Journal Article Charles L. H. Coulson. Castles in Medieval Society: Fortresses in England, France, and Ireland in the Central Middle Ages. New York: Oxford University Press. 2003. Pp. xi, 441 Get access Coulson Charles L. H.. Castles in Medieval Society: Fortresses in England, France, and Ireland in the Central Middle Ages. New York: Oxford University Press. 2003. Pp. xi, 441. Frederick C. Suppe Frederick C. Suppe Ball State University Search for other works by this author on: Oxford Academic Google Scholar The American Historical Review, Volume 109, Issue 5, December 2004, Pages 1621–1622, https://doi.org/10.1086/ahr/109.5.1621-a Published: 01 December 2004

  • Single Book
  • Cite Count Icon 23
  • 10.1093/oso/9780190851286.001.0001
The Care of Nuns
  • Mar 28, 2019
  • Katie Ann-Marie Bugyis

This book recovers the liturgical and pastoral ministries performed by Benedictine nuns in England from 900 to 1225. Three ministries are examined in detail—liturgically reading the gospel, hearing confessions, and offering intercessory prayers for others—but they are prefaced by profiles of the monastic officers most often charged with their performances—cantors, sacristans, prioresses, and abbesses. This book challenges past scholarly accounts of these ministries that either locate them exclusively in the so-called Golden Age of double monasteries headed by abbesses in the seventh and eighth centuries, or read the monastic and ecclesiastical reforms of the tenth, eleventh, and twelfth centuries as effectively relegating nuns to complete dependency on priests’ sacramental care. This book shows instead that, throughout the central Middle Ages, many nuns in England continued to exercise primary control over the cura animarum of their consorors and others who sought their aid. Most innovative and essential to this study are the close paleographical, codicological, and textual analyses of the surviving liturgical books from women’s communities.
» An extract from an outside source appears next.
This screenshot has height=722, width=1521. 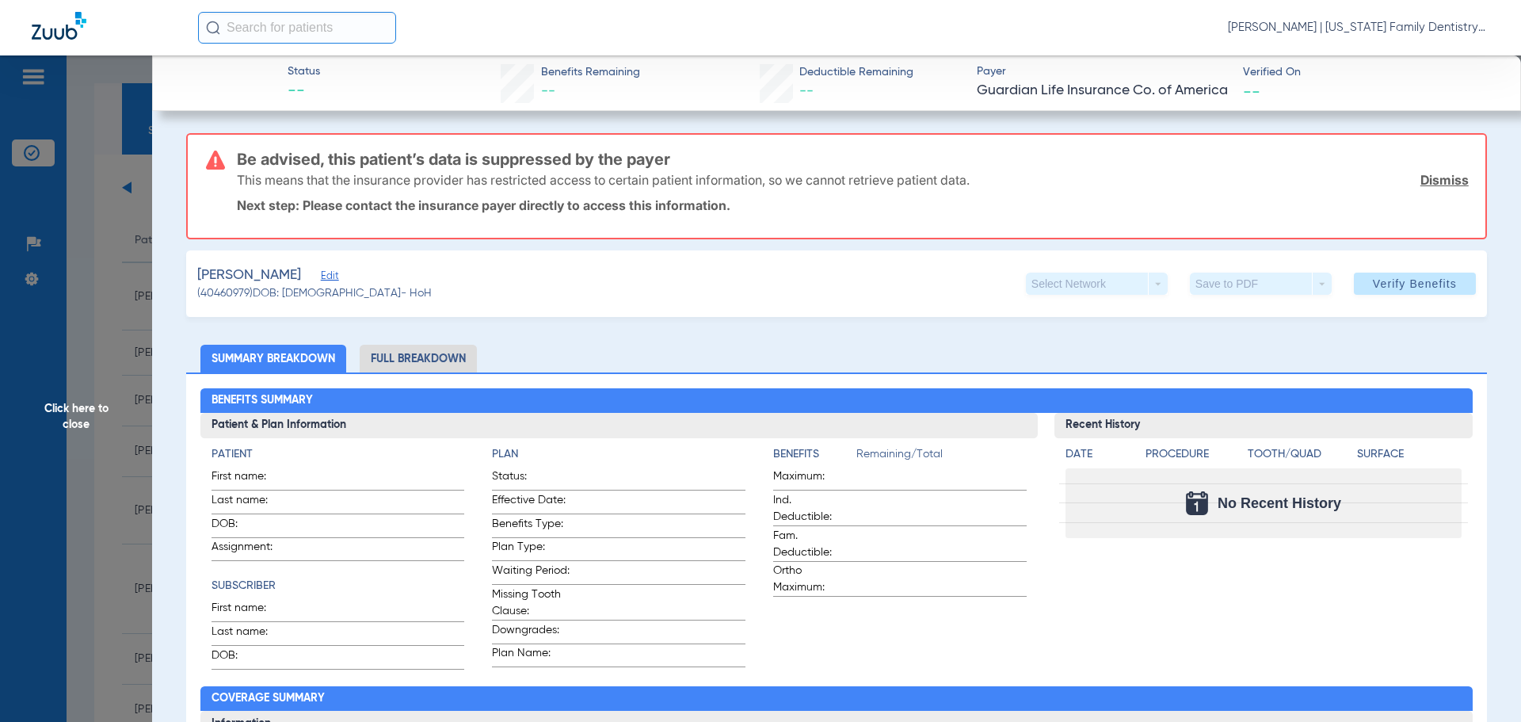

When identified and then excavated to unearth the liturgical scripts and scribal productions they preserve, these books hold a treasure trove of unexamined evidence for understanding the lives of nuns in England during the central Middle Ages. These books serve as the foundational documents of practice for this study because they offer witnesses not only to the liturgical and pastoral ministries that nuns performed, but also to the productions of female scribes as copyists, correctors, and even creators of liturgical texts.